In the B2C case, certainly, I would go back to looking at acquisition, activation and retention. And where do you attract and where's the funnel come from? Are you doing SEM or SEO? Looking at when they hit your app, when they hit your site, what are they actually doing? How do you get them using it? And then, where do they drop off? And this is, in the first two cases, kind of classical, AB testing helps looking at those things, drip, that kind of thing. In retention, you very much have to look at user patterns and what they do and actually, I'm finding... There's a bunch of really interesting ML stuff you can do there to draw patterns and look at what one thing leads to the other.


Now, this is very different than revenue growth. They can be tied, but the question is, revenue growth can also be tied to upsell and to other products that you create, right? Looking at what are you putting on the roadmap. But not outing the writer of this, part of it also depends on the business case and ping me offline and I'm glad to spend time with you on it. We're distressed in. I'm sorry. I'm reading the chat. Oh, I see. Okay.


So what I'm understanding, right? It's a B2B2C-- working through a channel that helps the companies that channels and sells to end consumers. Actually, to the writer of this, let's talk offline because I think this is more complicated than I can easily answer based on this chat.


There was another one that came through. "What metrics do you measure for individuals?" I think there's a typo on this. What metrics do you measure for individual IC or ICs. Ashish says I can out him. Okay. Thank you. Ashish asks, "What metrics do you measure for individual employees and Product and Engineering teams? Is it the ones you mentioned earlier: velocity, cycle time, PR time, commits per day, code coverage?"

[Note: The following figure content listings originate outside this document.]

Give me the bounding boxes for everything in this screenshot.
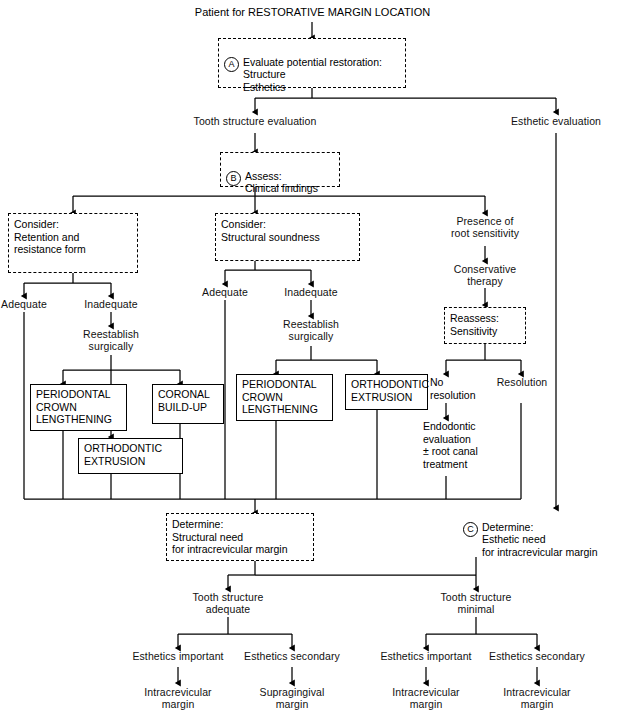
label-inadequate-left: Inadequate — [75, 298, 147, 310]
label-no-resolution: No resolution — [430, 376, 490, 401]
node-evaluate-potential-restoration: AEvaluate potential restoration: Structu… — [218, 38, 406, 88]
label-endodontic-evaluation: Endodontic evaluation ± root canal treat… — [423, 420, 497, 470]
label-outcome-intracrevicular-2: Intracrevicular margin — [379, 686, 473, 711]
label-outcome-intracrevicular-3: Intracrevicular margin — [490, 686, 584, 711]
node-determine-structural-need: Determine: Structural need for intracrev… — [166, 513, 314, 561]
box-periodontal-crown-lengthening-mid: PERIODONTAL CROWN LENGTHENING — [236, 374, 333, 421]
node-consider-structural: Consider: Structural soundness — [215, 213, 360, 261]
connector-lines — [0, 0, 625, 720]
label-presence-root-sensitivity: Presence of root sensitivity — [437, 215, 533, 240]
box-orthodontic-extrusion-left: ORTHODONTIC EXTRUSION — [78, 438, 183, 474]
label-outcome-intracrevicular-1: Intracrevicular margin — [131, 686, 225, 711]
node-determine-esthetic-need: CDetermine: Esthetic need for intracrevi… — [463, 508, 625, 558]
label-esthetic-evaluation: Esthetic evaluation — [491, 115, 621, 127]
flowchart-canvas: Patient for RESTORATIVE MARGIN LOCATION … — [0, 0, 625, 720]
label-esthetics-secondary-1: Esthetics secondary — [236, 650, 348, 662]
marker-c: C — [463, 522, 478, 537]
marker-a: A — [224, 57, 239, 72]
label-reestablish-surgically-left: Reestablish surgically — [75, 328, 147, 353]
label-tooth-structure-adequate: Tooth structure adequate — [178, 591, 278, 616]
label-tooth-structure-minimal: Tooth structure minimal — [426, 591, 526, 616]
box-coronal-build-up: CORONAL BUILD-UP — [152, 384, 224, 424]
marker-b: B — [226, 171, 241, 186]
label-adequate-left: Adequate — [0, 298, 54, 310]
box-orthodontic-extrusion-mid: ORTHODONTIC EXTRUSION — [345, 374, 428, 410]
label-adequate-mid: Adequate — [195, 286, 255, 298]
label-inadequate-mid: Inadequate — [275, 286, 347, 298]
label-conservative-therapy: Conservative therapy — [435, 263, 535, 288]
node-assess-clinical-findings: BAssess: Clinical findings — [220, 152, 340, 187]
node-assess-text: Assess: Clinical findings — [245, 170, 318, 195]
node-determine-esthetic-text: Determine: Esthetic need for intracrevic… — [482, 521, 598, 559]
label-esthetics-important-2: Esthetics important — [371, 650, 481, 662]
label-resolution: Resolution — [491, 376, 553, 388]
label-reestablish-surgically-mid: Reestablish surgically — [275, 318, 347, 343]
label-esthetics-secondary-2: Esthetics secondary — [481, 650, 593, 662]
label-esthetics-important-1: Esthetics important — [123, 650, 233, 662]
node-consider-retention: Consider: Retention and resistance form — [8, 213, 138, 273]
page-title: Patient for RESTORATIVE MARGIN LOCATION — [0, 6, 625, 18]
node-evaluate-text: Evaluate potential restoration: Structur… — [243, 56, 382, 94]
label-outcome-supragingival: Supragingival margin — [245, 686, 339, 711]
box-periodontal-crown-lengthening-left: PERIODONTAL CROWN LENGTHENING — [30, 384, 127, 431]
label-tooth-structure-evaluation: Tooth structure evaluation — [185, 115, 325, 127]
node-reassess-sensitivity: Reassess: Sensitivity — [444, 307, 526, 344]
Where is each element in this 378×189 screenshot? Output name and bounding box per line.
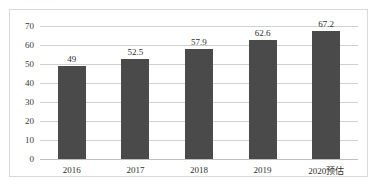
bar-2017[interactable] bbox=[121, 59, 149, 159]
ytick-label-70: 70 bbox=[12, 21, 34, 31]
ytick-label-40: 40 bbox=[12, 78, 34, 88]
gridline-0: 0 bbox=[40, 159, 358, 160]
ytick-label-0: 0 bbox=[12, 154, 34, 164]
bar-slot-2018: 57.9 bbox=[167, 26, 231, 159]
ytick-label-30: 30 bbox=[12, 97, 34, 107]
bar-2019[interactable] bbox=[249, 40, 277, 159]
chart-frame: 70 60 50 40 30 20 10 0 49 bbox=[9, 9, 368, 177]
ytick-label-50: 50 bbox=[12, 59, 34, 69]
bar-slot-2017: 52.5 bbox=[104, 26, 168, 159]
bars-layer: 49 52.5 57.9 62.6 67.2 bbox=[40, 26, 358, 159]
bar-value-2020: 67.2 bbox=[318, 19, 334, 29]
clipped-header-text: · ··· · ·· ··· bbox=[22, 0, 172, 6]
bar-value-2018: 57.9 bbox=[191, 37, 207, 47]
xaxis-labels: 2016 2017 2018 2019 2020预估 bbox=[40, 162, 358, 178]
xtick-label-2019: 2019 bbox=[231, 165, 295, 175]
bar-value-2017: 52.5 bbox=[128, 47, 144, 57]
ytick-label-20: 20 bbox=[12, 116, 34, 126]
bar-2016[interactable] bbox=[58, 66, 86, 159]
bar-value-2016: 49 bbox=[67, 54, 76, 64]
bar-slot-2016: 49 bbox=[40, 26, 104, 159]
bar-2018[interactable] bbox=[185, 49, 213, 159]
bar-2020[interactable] bbox=[312, 31, 340, 159]
bar-slot-2020: 67.2 bbox=[294, 26, 358, 159]
plot-area: 70 60 50 40 30 20 10 0 49 bbox=[40, 26, 358, 159]
xtick-label-2017: 2017 bbox=[104, 165, 168, 175]
bar-slot-2019: 62.6 bbox=[231, 26, 295, 159]
bar-value-2019: 62.6 bbox=[255, 28, 271, 38]
ytick-label-10: 10 bbox=[12, 135, 34, 145]
xtick-label-2020: 2020预估 bbox=[294, 164, 358, 177]
ytick-label-60: 60 bbox=[12, 40, 34, 50]
xtick-label-2018: 2018 bbox=[167, 165, 231, 175]
xtick-label-2016: 2016 bbox=[40, 165, 104, 175]
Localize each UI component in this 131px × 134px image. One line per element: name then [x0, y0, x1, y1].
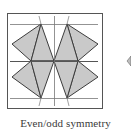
symmetry-diagram: [0, 0, 131, 134]
figure-caption: Even/odd symmetry: [0, 117, 131, 129]
partial-adjacent-shape: [127, 56, 131, 66]
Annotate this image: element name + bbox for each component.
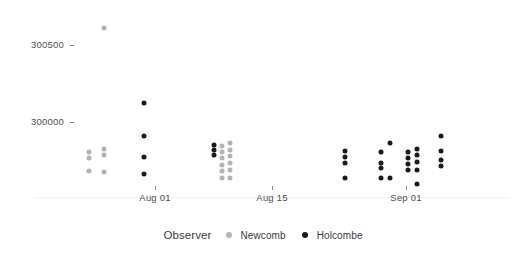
x-axis-tick-label: Aug 15 bbox=[256, 192, 287, 203]
x-axis-tick-mark bbox=[272, 186, 273, 190]
legend-title: Observer bbox=[163, 229, 211, 241]
legend-item-holcombe[interactable]: Holcombe bbox=[302, 230, 363, 241]
x-axis: Aug 01Aug 15Sep 01 bbox=[0, 0, 526, 254]
legend: Observer Newcomb Holcombe bbox=[0, 222, 526, 248]
x-axis-tick-mark bbox=[155, 186, 156, 190]
x-axis-tick-label: Aug 01 bbox=[139, 192, 170, 203]
legend-label-holcombe: Holcombe bbox=[317, 230, 363, 241]
x-axis-tick-label: Sep 01 bbox=[390, 192, 421, 203]
legend-label-newcomb: Newcomb bbox=[241, 230, 286, 241]
x-axis-tick-mark bbox=[406, 186, 407, 190]
scatter-chart: 300500300000 Aug 01Aug 15Sep 01 Observer… bbox=[0, 0, 526, 254]
legend-swatch-holcombe-icon bbox=[302, 232, 308, 238]
legend-swatch-newcomb-icon bbox=[226, 232, 232, 238]
legend-item-newcomb[interactable]: Newcomb bbox=[226, 230, 286, 241]
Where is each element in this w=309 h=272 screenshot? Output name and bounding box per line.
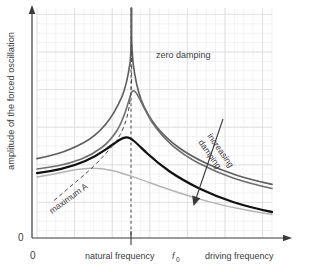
y-origin-label: 0 [18,232,24,243]
x-tick-label-text: natural frequency [85,251,155,261]
x-origin-label: 0 [30,250,36,261]
y-axis-label: amplitude of the forced oscillation [6,32,16,170]
x-axis-label: driving frequency [205,251,274,261]
resonance-chart: zero damping increasing damping maximum … [0,0,309,272]
chart-svg: zero damping increasing damping maximum … [0,0,309,272]
label-zero-damping: zero damping [156,50,211,60]
x-tick-subscript: 0 [176,256,180,263]
svg-text:amplitude of the forced oscill: amplitude of the forced oscillation [6,32,16,170]
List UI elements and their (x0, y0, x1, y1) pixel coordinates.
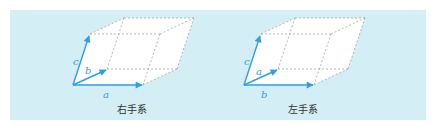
label-b: b (85, 65, 91, 76)
label-a: a (103, 89, 109, 100)
label-c: c (244, 56, 250, 67)
label-c: c (73, 56, 79, 67)
left-handed-diagram: b a c (244, 18, 365, 100)
caption-left-handed: 左手系 (288, 101, 318, 116)
caption-right-handed: 右手系 (117, 101, 147, 116)
right-handed-diagram: a b c (73, 18, 194, 100)
coordinate-systems-figure: a b c b a c (0, 0, 436, 130)
label-b: b (261, 89, 267, 100)
label-a: a (256, 66, 262, 77)
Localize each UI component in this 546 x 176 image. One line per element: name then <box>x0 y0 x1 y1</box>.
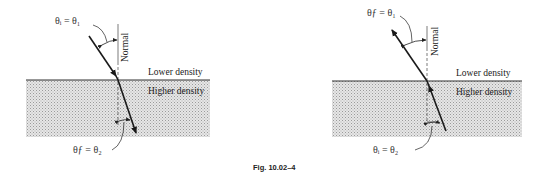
refracted-ray <box>392 30 427 81</box>
upper-medium-label: Lower density <box>148 67 203 77</box>
figure-caption: Fig. 10.02–4 <box>253 163 296 172</box>
left-panel: Normal θᵢ = θ₁ θƒ = θ₂ Lower density Hig… <box>26 15 210 155</box>
refracted-angle-arc <box>405 40 426 45</box>
upper-medium-label: Lower density <box>456 68 511 78</box>
incident-label-leader <box>93 25 107 42</box>
normal-label: Normal <box>430 27 440 56</box>
refracted-angle-label: θƒ = θ₁ <box>367 7 396 18</box>
incident-ray <box>89 36 116 76</box>
refracted-label-leader <box>400 16 412 42</box>
refraction-diagram: Normal θᵢ = θ₁ θƒ = θ₂ Lower density Hig… <box>0 0 546 176</box>
right-panel: Normal θƒ = θ₁ θᵢ = θ₂ Lower density Hig… <box>332 7 522 155</box>
normal-label: Normal <box>120 33 130 62</box>
refracted-angle-label: θƒ = θ₂ <box>73 144 102 155</box>
lower-medium-label: Higher density <box>148 86 204 96</box>
incident-angle-label: θᵢ = θ₁ <box>55 15 80 26</box>
incident-angle-arc <box>102 40 117 45</box>
incident-angle-label: θᵢ = θ₂ <box>373 144 398 155</box>
lower-medium-label: Higher density <box>456 87 512 97</box>
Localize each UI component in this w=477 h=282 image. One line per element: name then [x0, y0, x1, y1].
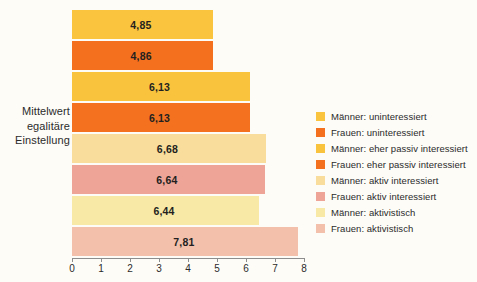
x-axis-tick: [246, 258, 247, 262]
y-axis-label-line-1: Mittelwert: [2, 104, 70, 119]
legend-item: Männer: eher passiv interessiert: [316, 140, 474, 156]
x-axis-tick: [72, 258, 73, 262]
legend-swatch-icon: [316, 224, 325, 233]
bar: 6,68: [72, 134, 266, 163]
y-axis-label: Mittelwert egalitäre Einstellung: [2, 104, 70, 148]
bar-value-label: 6,68: [157, 143, 178, 155]
legend-swatch-icon: [316, 192, 325, 201]
legend-item-label: Männer: uninteressiert: [331, 111, 427, 122]
x-axis-tick-label: 0: [62, 263, 82, 274]
bar: 6,13: [72, 103, 250, 132]
x-axis-tick-label: 1: [91, 263, 111, 274]
legend-swatch-icon: [316, 128, 325, 137]
chart-legend: Männer: uninteressiertFrauen: uninteress…: [316, 108, 474, 236]
legend-swatch-icon: [316, 112, 325, 121]
bar-value-label: 6,64: [156, 174, 177, 186]
legend-item: Frauen: eher passiv interessiert: [316, 156, 474, 172]
legend-item-label: Frauen: uninteressiert: [331, 127, 425, 138]
legend-item-label: Männer: eher passiv interessiert: [331, 143, 468, 154]
x-axis-tick-label: 3: [149, 263, 169, 274]
x-axis-tick: [188, 258, 189, 262]
bar-value-label: 6,13: [149, 81, 170, 93]
x-axis-tick-label: 8: [294, 263, 314, 274]
x-axis-tick: [304, 258, 305, 262]
bar: 6,44: [72, 196, 259, 225]
x-axis-tick-label: 2: [120, 263, 140, 274]
bar-value-label: 6,44: [153, 205, 174, 217]
bar: 4,85: [72, 10, 213, 39]
y-axis-label-line-3: Einstellung: [2, 133, 70, 148]
bar: 6,64: [72, 165, 265, 194]
x-axis-tick-label: 4: [178, 263, 198, 274]
legend-item-label: Frauen: aktiv interessiert: [331, 191, 436, 202]
legend-item: Frauen: uninteressiert: [316, 124, 474, 140]
x-axis: 012345678: [72, 258, 304, 280]
bar: 6,13: [72, 72, 250, 101]
y-axis-label-line-2: egalitäre: [2, 119, 70, 134]
legend-item-label: Männer: aktivistisch: [331, 207, 415, 218]
legend-item-label: Frauen: aktivistisch: [331, 223, 413, 234]
legend-item: Männer: aktivistisch: [316, 204, 474, 220]
x-axis-tick: [101, 258, 102, 262]
x-axis-tick-label: 6: [236, 263, 256, 274]
x-axis-tick-label: 5: [207, 263, 227, 274]
legend-item: Männer: uninteressiert: [316, 108, 474, 124]
x-axis-tick: [217, 258, 218, 262]
x-axis-tick: [159, 258, 160, 262]
bar: 4,86: [72, 41, 213, 70]
legend-item: Frauen: aktiv interessiert: [316, 188, 474, 204]
legend-item: Frauen: aktivistisch: [316, 220, 474, 236]
chart-figure: Mittelwert egalitäre Einstellung 4,854,8…: [0, 0, 477, 282]
legend-item-label: Frauen: eher passiv interessiert: [331, 159, 466, 170]
plot-area: 4,854,866,136,136,686,646,447,81: [72, 10, 304, 258]
legend-swatch-icon: [316, 208, 325, 217]
legend-item: Männer: aktiv interessiert: [316, 172, 474, 188]
legend-swatch-icon: [316, 144, 325, 153]
legend-swatch-icon: [316, 176, 325, 185]
x-axis-tick: [275, 258, 276, 262]
bar-value-label: 7,81: [173, 236, 194, 248]
bar: 7,81: [72, 227, 298, 256]
legend-swatch-icon: [316, 160, 325, 169]
x-axis-tick: [130, 258, 131, 262]
bar-value-label: 6,13: [149, 112, 170, 124]
legend-item-label: Männer: aktiv interessiert: [331, 175, 438, 186]
bar-value-label: 4,86: [130, 50, 151, 62]
x-axis-tick-label: 7: [265, 263, 285, 274]
bar-value-label: 4,85: [130, 19, 151, 31]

And those are helpful and I wish I did... There is a... I'm embarrassed, I can't remember the name of this product. There are definitely products and, Ashish, if you hit me up, I'll send you the name of it, to look at individual engineering efficiency-- the efficiency of individual engineers. I think those are necessary but not sufficient. It's also just engagement with the problem. Some of it is objective like the measures that I just mentioned, but also there's just subjective stuff that you want to look at. And to me, it goes back to the engagement with Product, engagement to who the customer is, things of that nature; but I'll look up the product and Ashish if you hit me up on email, I'll send you one of them.


Nandu:

Thank you so much, David. This has been wonderful and, as I expected, it particularly resonated with me. I'll just say this out loud. I'll say the quiet part out loud. I'm in the middle of trying to explain to my CEO, why a massive database refactoring, "I changed the engine on a moving car"-type project, is actually good for our user experience and scalability. And I'm going to revise the last thing I sent to him with your exact phrasing, your epics phrasing.


David Subar:

Oh, great. Great. Look, I'm glad it's help on and hit me up if you want me to look at something, I'm even glad to look at something.


Nandu:

I may take you up on that.


David Subar:

Great.


Nandu:

Yeah. Thank you. I really wish at this point, maybe a feature request for Zoom is to have an applause button because one of the great things about a virtual setting as opposed to in-person is, I've been having side conversations with folks. Fairly vibrant discussion out-of-band and I think this has been enjoyable for everybody.


David Subar:

Great. Well, thank you everyone. Good to meet you all virtually and, if you guys get to LA and we can actually see people face-to-face, hit me up; and if I get to Atlanta, I'll let you guys know.